Translated by Sheila Fischman. Toronto, McClelland and Stewart, c1986. 450pp, paper, $14.95, ISBN 0-7710-1150-4. (McClelland and Stewart Signature series). CIP

Grades 12 and up
Reviewed by Philip K. Harber

Volume 14 Number 5
1986 September


When the novel Le matou was published by Quebec-Amerique in 1981, it became a best-seller in Quebec, and the English version of it has been equally well received, perhaps because it can be read on at least two levels. Superficially, it is an absorbing tale of Montreal today, in which the hero makes good. On another level, it is a modern Faust story, in which he defeats the tempter Ratablavsky (or does he?).

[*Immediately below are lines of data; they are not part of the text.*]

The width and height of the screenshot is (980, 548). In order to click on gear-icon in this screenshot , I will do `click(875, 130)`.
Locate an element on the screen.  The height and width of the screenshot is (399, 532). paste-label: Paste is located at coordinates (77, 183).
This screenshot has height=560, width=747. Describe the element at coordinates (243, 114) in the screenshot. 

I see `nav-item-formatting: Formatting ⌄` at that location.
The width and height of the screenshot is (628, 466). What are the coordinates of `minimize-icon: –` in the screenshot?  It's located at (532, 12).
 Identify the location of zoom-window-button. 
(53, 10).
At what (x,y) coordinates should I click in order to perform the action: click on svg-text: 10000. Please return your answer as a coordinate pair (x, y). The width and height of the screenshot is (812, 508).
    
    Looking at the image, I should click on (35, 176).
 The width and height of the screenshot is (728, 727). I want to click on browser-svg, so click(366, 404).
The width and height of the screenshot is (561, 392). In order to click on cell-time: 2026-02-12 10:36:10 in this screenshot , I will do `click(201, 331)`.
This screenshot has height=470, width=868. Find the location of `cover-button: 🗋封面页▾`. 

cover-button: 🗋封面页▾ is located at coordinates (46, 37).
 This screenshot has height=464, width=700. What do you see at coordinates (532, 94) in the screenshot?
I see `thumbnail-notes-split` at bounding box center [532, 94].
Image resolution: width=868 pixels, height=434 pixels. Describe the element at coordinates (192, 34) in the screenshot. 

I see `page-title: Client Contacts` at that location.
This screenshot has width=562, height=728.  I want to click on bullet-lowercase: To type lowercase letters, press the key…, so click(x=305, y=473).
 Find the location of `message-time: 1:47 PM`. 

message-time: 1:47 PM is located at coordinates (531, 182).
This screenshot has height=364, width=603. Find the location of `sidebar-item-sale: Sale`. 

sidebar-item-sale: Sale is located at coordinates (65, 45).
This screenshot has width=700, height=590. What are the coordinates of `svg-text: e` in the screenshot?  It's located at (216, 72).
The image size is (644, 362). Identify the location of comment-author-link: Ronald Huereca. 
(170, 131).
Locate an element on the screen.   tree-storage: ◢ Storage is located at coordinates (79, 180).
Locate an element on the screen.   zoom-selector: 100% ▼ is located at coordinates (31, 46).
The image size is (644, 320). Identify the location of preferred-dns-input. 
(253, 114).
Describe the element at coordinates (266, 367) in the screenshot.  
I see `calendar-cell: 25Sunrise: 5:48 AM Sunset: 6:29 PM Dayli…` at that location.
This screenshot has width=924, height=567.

The ups and downs of Florent's struggle to make enough money to buy a restaurant to compete with the Beanery makes a man of him, but along the way other people suffer, for example, his friends, his wife, and the little boy who wants them to adopt him. Some of them even die horribly and mysteriously (such as "Monsieur Emile" and the hit man Georges-Etienne Cartier).

The large cast of colourful characters, some verging on caricature, and their lively dialogue (hard to render into appropriate popular English) would make this novel suitable for grade 12 courses studying Canadian society today and contemporary Canadian literature.


Philip K. Harber, Toronto Board of Education, Toronto, Ont.